AssembleFlow: Rigid Flow Matching with Inertial Frames for Molecular Assembly

Authors: Hongyu Guo, Yoshua Bengio, Shengchao Liu

ICLR 2025 | Venue PDF | Archive PDF | Plain Text | LLM Run Details

Reproducibility Variable Result LLM Response
Research Type Experimental Empirical validation on the benchmarking data CODCluster17 shows that Assemble Flow significantly outperforms six competitive deep learning baselines by at least 45% in assembly matching scores while maintaining 100% molecular integrity. Also, it matches the assembly performance of a widely used domain-specific simulation tool while reducing computational cost by 25-fold. We empirically evaluate Assemble Flow using the benchmarking crystallization dataset CODCluster17. The quantitative results reveal that Assemble Flow significantly outperforms six competitive deep learning baselines by at least 45% in terms of assembly matching score. Also, Assemble Flow exhibits strong assembly performance compared to a widely used domain-specific simulation tool for molecular assembly, achieving this with a 25-fold reduction in computational cost. Furthermore, we present qualitative results, including atomic collision properties of predicted crystals, which further demonstrate Assemble Flow s effectiveness in preserving and modeling the rigidity of the molecular crystallization and assembly process.

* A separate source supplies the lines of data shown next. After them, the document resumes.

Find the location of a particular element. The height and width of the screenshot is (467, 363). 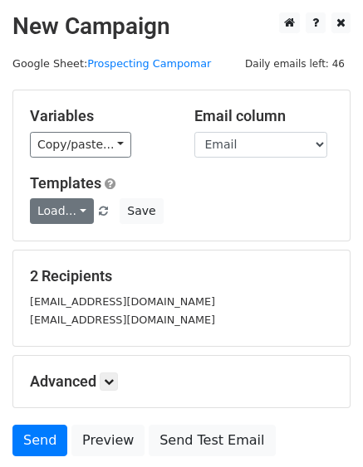

a: Send Test Email is located at coordinates (212, 441).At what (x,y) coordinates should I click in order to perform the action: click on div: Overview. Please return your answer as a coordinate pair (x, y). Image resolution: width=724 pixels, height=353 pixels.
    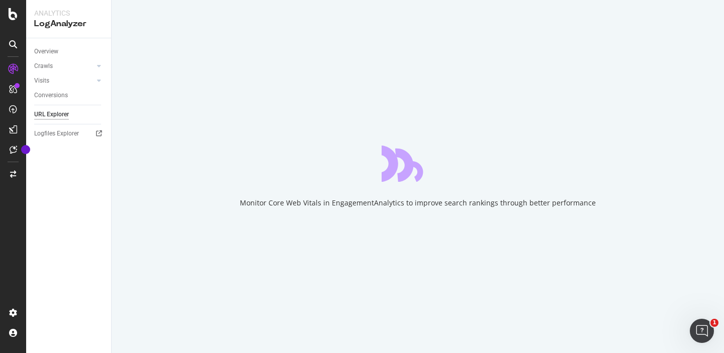
    Looking at the image, I should click on (46, 51).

Researcher Affiliation Academia Hongyu Guo National Research Council Canada University of Ottawa EMAIL Yoshua Bengio Mila Québec AI Institute Université de Montréal CIFAR AI Chair EMAIL Shengchao Liu Université de Montréal EMAIL
Pseudocode Yes Note: the pseudo algorithm of our Assemble Flow is provided in Appendix E.3. A high-level overview and pseudo algorithm are provided in Algorithms 1 and 2 in Appendix E.3.
Open Source Code Yes The codes and checkpoints are available at this Git Hub repository.

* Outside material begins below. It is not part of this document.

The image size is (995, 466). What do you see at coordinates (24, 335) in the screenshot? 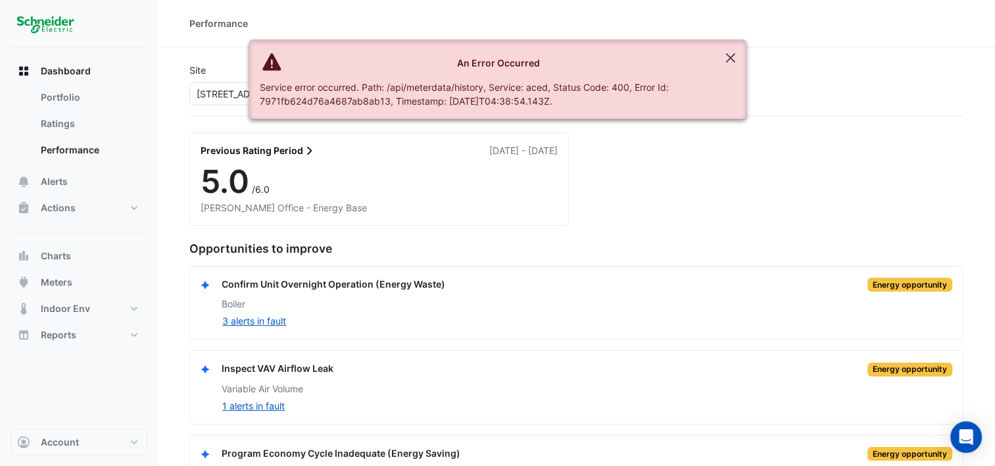
I see `app-icon: Reports` at bounding box center [24, 335].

Open Datasets Yes We evaluate our method using the crystallization dataset COD-Cluster17 (Liu et al., 2024c). This COD-Cluster17 is a curated subset derived from the Crystallography Open Database (COD) database (Grazulis et al., 2009).

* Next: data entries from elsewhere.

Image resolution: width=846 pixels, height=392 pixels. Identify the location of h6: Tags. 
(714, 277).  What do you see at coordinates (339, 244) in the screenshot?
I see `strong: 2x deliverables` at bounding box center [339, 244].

Dataset Splits No We evaluate our method using the crystallization dataset COD-Cluster17 (Liu et al., 2024c). This COD-Cluster17 contains 133K crystals and is a curated subset derived from the Crystallography Open Database (COD) database (Grazulis et al., 2009). We consider three versions of COD-Cluster17, with 5k, 10k, and all data, respectively.
Hardware Specification No YB acknowledges support from NRC AI4D, CIFAR, and the CIFAR AI Chair program. This project s computational resources are provided by NRC and the Digital Research Alliance of Canada.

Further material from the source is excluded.